Reference at Newman Library

Reference USA Historical Data Renamed as Infogroup Historical Business

The listing for Reference USA Historical Data on the databases pages will now be displayed as Infogroup Historical Business. What’s also news here is that the data is now available on the WRDS platform. Ryan Phillips provided this updated description:

(Baruch users only) Provides calendar year-end snapshots of local business data from 1997 to 2024. It contains business identification, location, industry, corporation hierarchy, employment, sales, and most other attributes available in Reference Solutions (including XY coordinates that allow the data to be plotted and mapped using GIS software).

Please note that this name change doesn’t affect our listing for Reference Solutions, which provides current information. Here is the description for that database, which was previously known as Reference USA and continues to focus on offering current information only:

Detailed information on more than 14 million U.S. businesses, 210 million U.S. residents, 855,000 U.S. health care providers, 1.5 million Canadian businesses, and 12 million Canadian households.

A-Z List for Journals in OneSearch

With the latest Primo release, the interface in OneSearch now features an A-Z way to browse journals by title (it’s just below the search box on the Journals page). Given the vast number of periodicals we have online access to, the A-Z route isn’t an efficient way to look up a title. For my test today, I went looking for the literary journal Callaloo and found that it was title number 850 in the C’s; that was a LOT of paging through results to verify that we do indeed have access to Callaloo (and that was after I changed the default display from 10 items per page to the max of 50).

New Interface in June for All EBSCO Databases

The new interface for EBSCO databases that was first launched last year will be live for Baruch in June (exact date isn’t determined yet but it will probably be late in the month). With this new UI, anyone who has done a instructional video demonstrating an EBSCO database, embedded screenshots in a research guide, or built a custom search box to an EBSCO database will need to revise what they have.

If you’d like to take a peek at what the new interface looks like, we have ready and easy access to it here:

https://remote.baruch.cuny.edu/login?url=https://research.ebsco.com/c/kusd2j?db=a9h

Once we officially switch over, the existing database links on the library website and any permalinks we’ve shared should redirect. As is our usual procedure when there is a new set of URLs for an existing database collection, though, we will still update the database links on our website so we don’t have to count on EBSCO’s redirect to work.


• _Work instruction_: When a line in the entries below contains the word "block", copy that line.

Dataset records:
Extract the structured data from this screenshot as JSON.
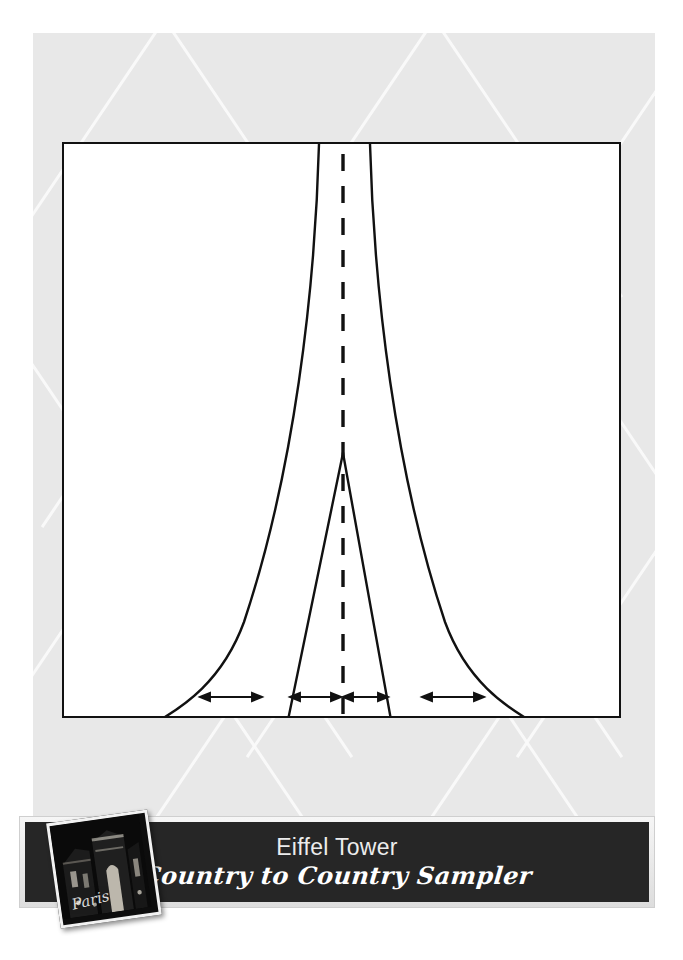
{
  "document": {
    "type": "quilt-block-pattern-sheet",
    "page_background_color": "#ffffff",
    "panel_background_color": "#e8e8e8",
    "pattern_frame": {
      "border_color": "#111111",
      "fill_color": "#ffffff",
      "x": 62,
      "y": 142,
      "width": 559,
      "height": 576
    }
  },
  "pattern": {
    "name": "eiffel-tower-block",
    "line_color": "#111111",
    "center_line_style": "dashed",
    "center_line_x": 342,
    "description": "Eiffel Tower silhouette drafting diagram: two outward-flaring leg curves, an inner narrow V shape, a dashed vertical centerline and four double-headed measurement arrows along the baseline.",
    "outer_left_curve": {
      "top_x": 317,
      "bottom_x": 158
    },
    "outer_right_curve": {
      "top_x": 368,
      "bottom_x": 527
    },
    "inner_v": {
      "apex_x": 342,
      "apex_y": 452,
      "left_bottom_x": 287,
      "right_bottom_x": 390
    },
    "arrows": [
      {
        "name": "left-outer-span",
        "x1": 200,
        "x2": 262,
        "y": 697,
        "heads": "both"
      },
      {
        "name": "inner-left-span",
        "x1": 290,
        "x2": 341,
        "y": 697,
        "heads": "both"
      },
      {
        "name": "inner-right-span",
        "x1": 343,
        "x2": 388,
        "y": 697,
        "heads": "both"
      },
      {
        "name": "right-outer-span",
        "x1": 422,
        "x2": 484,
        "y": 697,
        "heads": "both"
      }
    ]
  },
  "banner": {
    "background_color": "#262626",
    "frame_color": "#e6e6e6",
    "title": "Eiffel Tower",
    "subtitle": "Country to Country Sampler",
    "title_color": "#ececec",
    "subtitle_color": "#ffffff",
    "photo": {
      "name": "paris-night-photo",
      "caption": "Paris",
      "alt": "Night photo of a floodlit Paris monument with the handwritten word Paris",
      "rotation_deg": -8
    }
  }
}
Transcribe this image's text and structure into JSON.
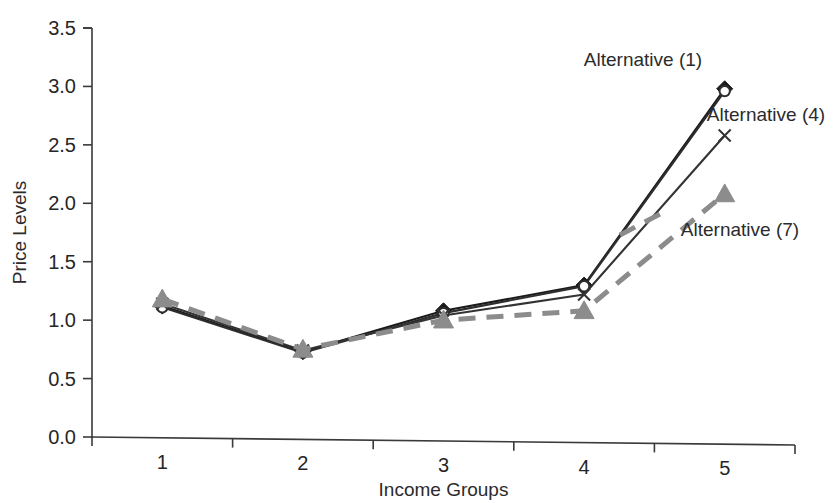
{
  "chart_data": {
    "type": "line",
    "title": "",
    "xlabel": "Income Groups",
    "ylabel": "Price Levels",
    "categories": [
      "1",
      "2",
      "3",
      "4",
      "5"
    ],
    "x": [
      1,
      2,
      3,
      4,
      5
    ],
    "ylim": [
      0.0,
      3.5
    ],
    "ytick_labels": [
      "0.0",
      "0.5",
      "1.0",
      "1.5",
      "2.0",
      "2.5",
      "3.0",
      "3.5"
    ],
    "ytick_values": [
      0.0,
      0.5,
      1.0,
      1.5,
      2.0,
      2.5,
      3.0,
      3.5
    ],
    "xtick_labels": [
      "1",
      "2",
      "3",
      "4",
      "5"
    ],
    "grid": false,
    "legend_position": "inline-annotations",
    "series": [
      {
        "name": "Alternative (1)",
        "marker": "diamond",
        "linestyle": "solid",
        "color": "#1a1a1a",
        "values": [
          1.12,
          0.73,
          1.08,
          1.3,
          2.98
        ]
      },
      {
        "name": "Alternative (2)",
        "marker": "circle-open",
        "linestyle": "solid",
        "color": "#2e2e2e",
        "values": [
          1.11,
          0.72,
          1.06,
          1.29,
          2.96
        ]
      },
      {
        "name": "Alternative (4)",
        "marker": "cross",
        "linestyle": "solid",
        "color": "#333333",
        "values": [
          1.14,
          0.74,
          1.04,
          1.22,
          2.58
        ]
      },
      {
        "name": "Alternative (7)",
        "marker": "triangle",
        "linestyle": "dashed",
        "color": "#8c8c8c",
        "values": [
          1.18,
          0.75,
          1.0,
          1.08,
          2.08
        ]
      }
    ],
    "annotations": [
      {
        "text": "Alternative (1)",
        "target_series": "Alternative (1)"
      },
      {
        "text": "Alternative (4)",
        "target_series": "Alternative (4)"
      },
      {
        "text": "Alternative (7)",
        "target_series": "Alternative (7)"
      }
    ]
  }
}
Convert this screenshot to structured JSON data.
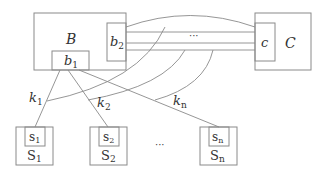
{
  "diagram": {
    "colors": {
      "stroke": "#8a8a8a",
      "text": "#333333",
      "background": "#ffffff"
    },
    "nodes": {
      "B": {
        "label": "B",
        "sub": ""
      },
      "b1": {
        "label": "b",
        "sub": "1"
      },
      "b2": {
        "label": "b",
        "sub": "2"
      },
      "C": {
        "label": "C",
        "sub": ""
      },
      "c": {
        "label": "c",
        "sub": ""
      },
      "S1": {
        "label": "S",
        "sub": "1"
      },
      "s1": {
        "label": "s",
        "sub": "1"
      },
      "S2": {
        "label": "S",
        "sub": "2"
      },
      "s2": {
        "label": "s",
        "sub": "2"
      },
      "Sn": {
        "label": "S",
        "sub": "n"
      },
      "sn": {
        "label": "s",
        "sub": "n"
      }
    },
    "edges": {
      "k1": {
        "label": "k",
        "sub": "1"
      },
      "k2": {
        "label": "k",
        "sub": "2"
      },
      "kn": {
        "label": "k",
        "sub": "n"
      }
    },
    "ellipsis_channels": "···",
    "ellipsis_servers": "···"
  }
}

• _Expected answer_:
    "type": "quilt-block-pattern-sheet",
    "name": "eiffel-tower-block",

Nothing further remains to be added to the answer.